Sunday, April 15, 2007

Recipe for a Box Office Bomb

I am always amazed at the entertainment industry which tries to break movie-making down to a science. Perhaps it is trying to imagine studio execs looking over scripts and trying to "figure" a budget for a final chase scene involving three Ferraris, dozens of stuntmen, ten fire engines, and the collapse of the Golden Gate Bridge (hypothetically speaking). Wouldn't that be a sweet job! Just imagine the bravado and stupidity you'd have to have to venture into that conversation.

Then, on top of all that, there's the extremely nebulous, yet incredibly important fees celebrities command for the mere appearance of their name on the titles - let alone their acting skills. Who in the world determines that Tom Cruise was once worth $20 million dollars a movie? Do all actors have standard fees - like dj's that play at middle school dances and quincieneras? What does William H. Macy command? Or Bruce Campbell? Do execs have cards of every star complete with information about how their last three movies performed? I'm sure they do; I wouldn't be surprised to hear that they have something comparable to a baseball card: picture, stats, best year, etc.

One thing we can know. Hollywood, movie "forecasting" is about as accurate as any other type of forecasting: pretty crappy. I chuckled through this article in the LA Times about the flop that is Sahara, a movie I helped send into the red because there was no way in hades that I would put this cheese-puff in my Netflix queue, let alone pay money at the box office.

Sahara is a classic example where people in the arts industry - for the love of all things holy - simply refuse to be creative. Instead, they take a classic movie - in this case, Sahara - and hope to resurrect it by throwing money at a star who is no where near as cool as the original (Bogart vs. McConaughey ... please!) with some extra flesh, fire and effects. Such efforts are nothing more than processed art. For shame, for shame.

And I normally love what Penelope Cruz does!
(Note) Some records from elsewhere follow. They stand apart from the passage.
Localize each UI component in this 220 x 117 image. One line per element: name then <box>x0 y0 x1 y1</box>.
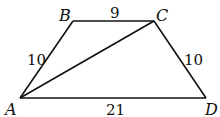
length-label-bc: 9 <box>110 4 120 22</box>
vertex-label-c: C <box>156 6 168 25</box>
vertex-label-b: B <box>58 6 71 25</box>
length-label-ad: 21 <box>106 101 125 117</box>
vertex-label-d: D <box>204 100 218 117</box>
length-label-ab: 10 <box>27 51 46 69</box>
vertex-label-a: A <box>3 100 17 117</box>
length-label-cd: 10 <box>184 51 203 69</box>
trapezoid-diagram: A B C D 10 9 10 21 <box>0 0 220 117</box>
I don't even know how to reconcile Vanilla Sky and Sahara?

I know people who work for and within this media machine. And for four years, I regularly ran or walked by plenty of crews doing a shoot somewhere just south of our apartment. I have to believe that 90% of the people within the system are artistic and imaginative, but I also know that all the money floating around the process of making movies draws plenty of less-desirables. Did you see how much they spent on catered meals ($1.4 million) and bottled water ($105 k). How absurd is that? Why wouldn't you want to grow fat on that excess - even if it meant hanging around the fringe.

And somehow $9 tickets, promotional ties, television replays, DVD's and foreign markets are more than enough to cover all this extravagance. With plenty left over. Clearly. Los Angeles now includes something like 250,000+ millionaires in the county. That's freakin' amazing. Especially considering that a good chunk of that 250k comes from a medium of entertainment and art that wasn't even present two hundred years ago.

Do you think any of this stuff gets recycled? Like, say, the walkie-talkies that cost over $100k ... do they sell those at the close of filming, or do they go to some wharehouse in Burbank?

I love movies. Don't get me wrong. But, I would be naive and hypocritical if I didn't stare into the obscene abyss that generates all of this. To do that, though - to critique the movie machine - is to bite the hand that feeds you. Besides, it's not like you needed another reminder that the world isn't very just or fair.

What you really want is an escape - another world. Thankfully, someone is always working their tail off and throwing money at another project that will do just that. Coming soon ... an escape from reality.

Wes

p.s. - if you're up for exploring this issue more deeply, check out Wikipedia's piece on "Amusing Ourselves to Death" by Neil Postman.